One complication with distributing data all over the world, even with a centralized and consolidated presentation, is knowing the location, usage and contents of the data. PixStor’s Analytics and Search capabilities remove this complication by tracking the movement, age and cost of data while simultaneously harvesting embedded metadata to quickly locate assets. Having access to this information takes the guesswork out of determining if data should be migrated to a lower cost or high performing resource and gives artists the ability to find otherwise ‘lost’ content based on ‘human’ terms.

Conclusion

If content creators and distributors are to remain competitive without sacrificing work quality, they must embrace the same software-defined techniques that have enabled the rise of the modern ‘guerilla facility’. Only a software-defined architecture can provide the glue necessary to bind changing technologies and business requirements together in a seamless fashion. And only Pixit Media can offer these capabilities end-to-end without removing the most import piece of the puzzle: choice.

 

 

 

Contributing Editor at Broadcast Beat/AV Beat
Curtis Chan is President and CEO/Founder and Managing Partner of two high technology Brand Marketing and Public Relations companies, CHAN & ASSOCIATES and COGNITIVE IMPACT, whose clients range from the Global Fortune 500 to venture capital funded startups.

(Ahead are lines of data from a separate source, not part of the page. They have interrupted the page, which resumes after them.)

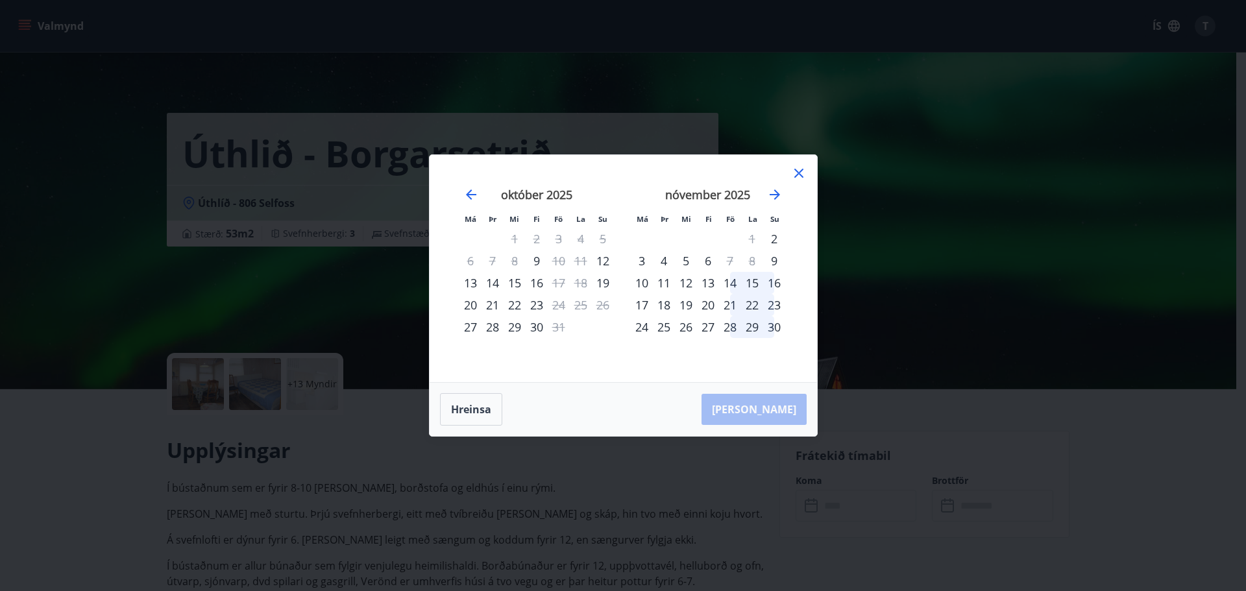 The height and width of the screenshot is (591, 1246). Describe the element at coordinates (664, 261) in the screenshot. I see `div: 4` at that location.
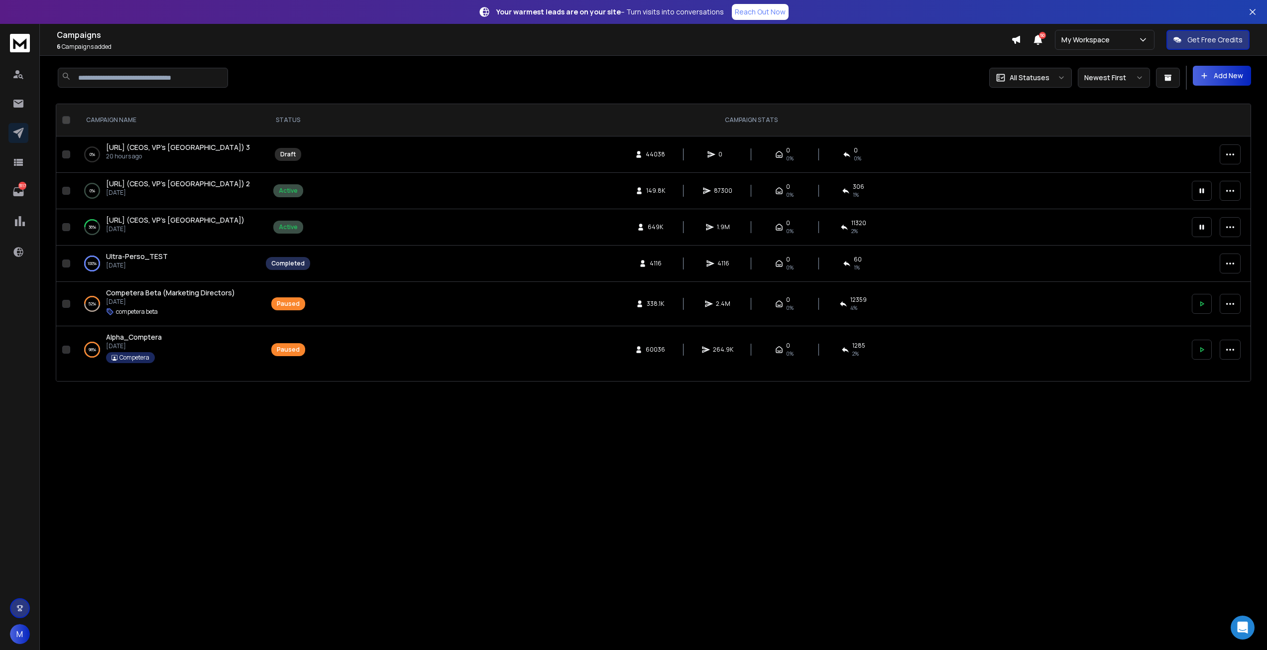  What do you see at coordinates (22, 186) in the screenshot?
I see `p: 3117` at bounding box center [22, 186].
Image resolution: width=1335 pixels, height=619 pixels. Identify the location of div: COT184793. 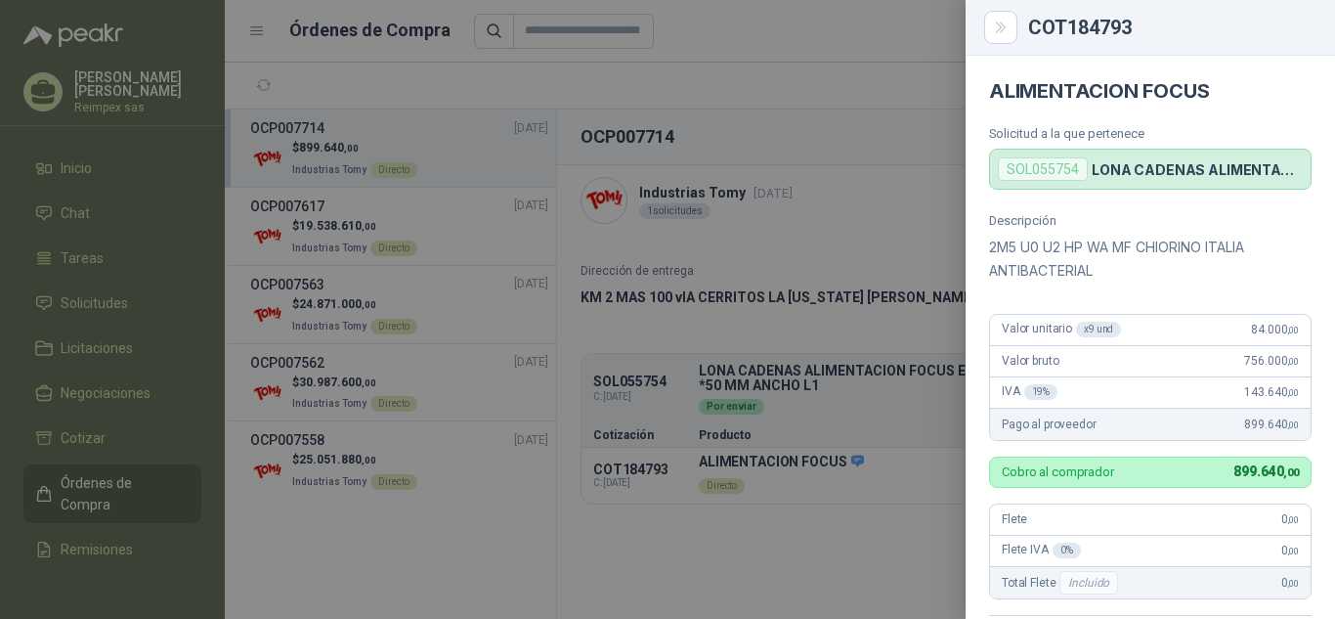
(1170, 27).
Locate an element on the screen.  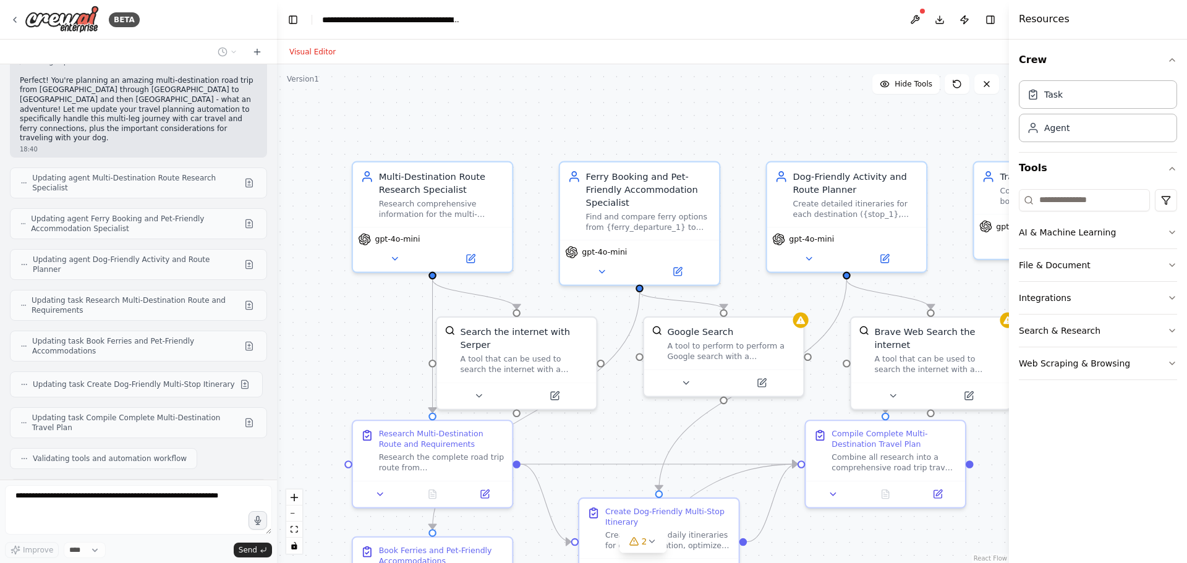
g: Edge from 135ee906-18fb-4462-b7ff-268e85ec8647 to 7db9b311-926f-4c22-871a-eba7bc6e7f40 is located at coordinates (474, 294).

His agencies’ services, for over a quarter century, have helped garner early stage and growth companies significant brand exposure, resulting in either acquisition or IPO, with a total valuation of over $2.5 Billion.

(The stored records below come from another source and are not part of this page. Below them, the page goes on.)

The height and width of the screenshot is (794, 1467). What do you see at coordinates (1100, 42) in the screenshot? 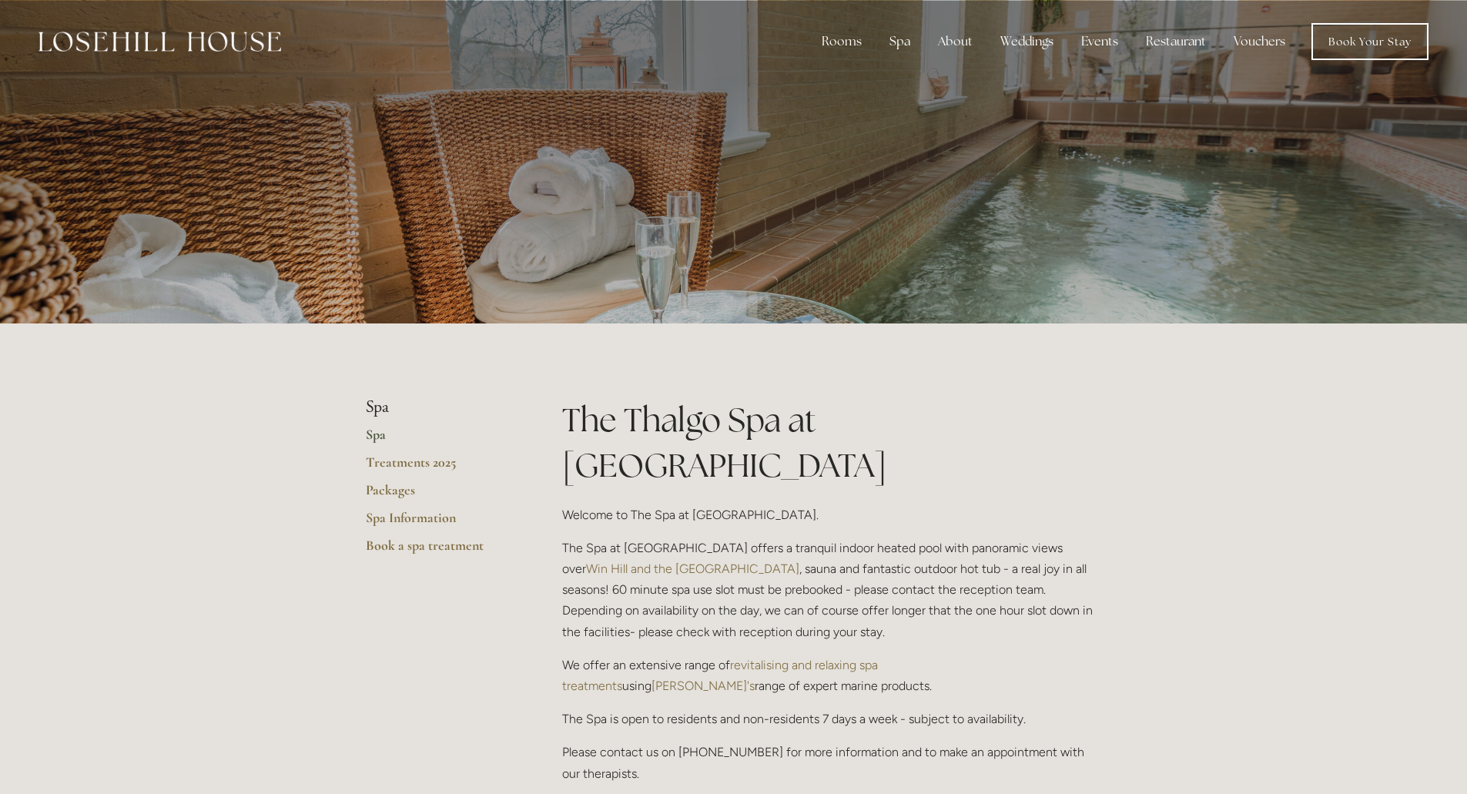
I see `div: Events` at bounding box center [1100, 42].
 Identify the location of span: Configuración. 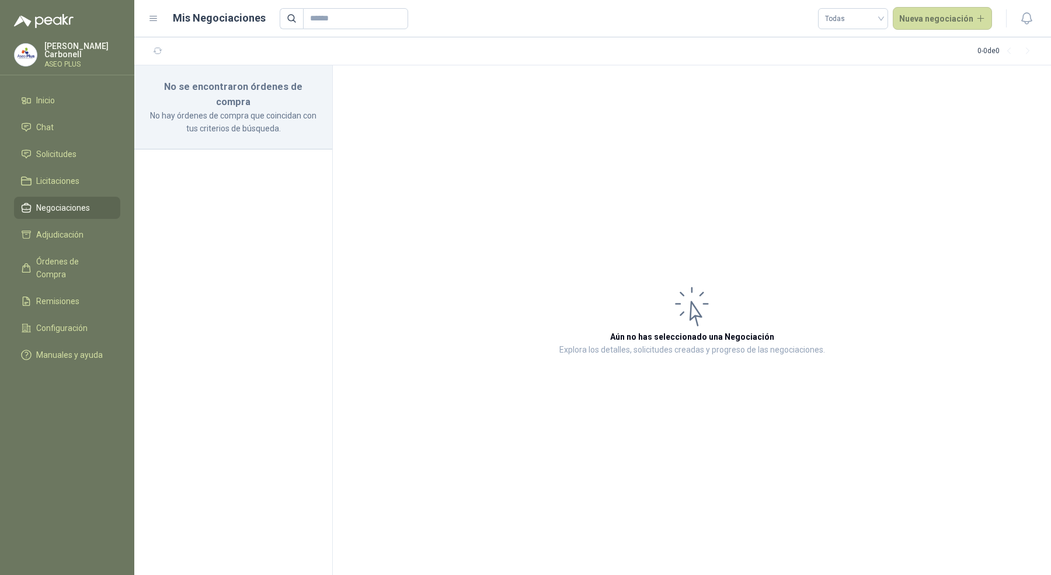
(62, 328).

Mr. Chan is a serial entrepreneur, philanthropist, author, mentor and angel investor. He played key executive roles early on in helping to pioneer and usher in both professional digital audio and digital video technologies for the recording, broadcast, cinematic and post production industries. He also played key executive roles in helping to develop and market data storage technologies. His expansive background spans four decades in ever increasing executive roles in operations, business development, engineering and sales/marketing in the information technology, media & entertainment, storage and networking, and other related high technology industries.

He is an active mentor and senior advisor to many established and VC backed start-up companies and incubators, a market/technology analyst, and has over three decades of experience in brand development, management consulting, company turnarounds, creative advertising and public relations.

A graduate of California Polytechnic State University (Cal Poly), San Luis Obispo; Mr. Chan recently ended his 14th year as Vice President for the Fullerton College Foundation; 22nd year as an Entrepreneur-in-Residence and mentor for the Small Business Institute at California State University Fullerton and incubators. Additionally, he is a volunteer member of DECA (Delta Epsilon Chi and Distributive Education Clubs of America); an advisor to the College of Engineering's Global Waste Research Institute, Cal Poly, San Luis Obispo and a member of the President’s Green and Gold Society; and advisory council member to Pepperdine University's Most Fundable Companies program. Passionate about hospice care, he was the past Board President for the Healing Hearts Association; and is a regularly featured speaker at many MBA and Doctorate level lectures around the country. He has presented and published over 30 papers worldwide, is a book co-author, an Editorial Board Member for the Society of Motion Picture and Television Engineers, past Senior Editor for Broadcast Beat and AV Beat Magazines, Computer Technology Review, and is a regularly featured Contributing Editor to many US and international trade publications for over 35 years.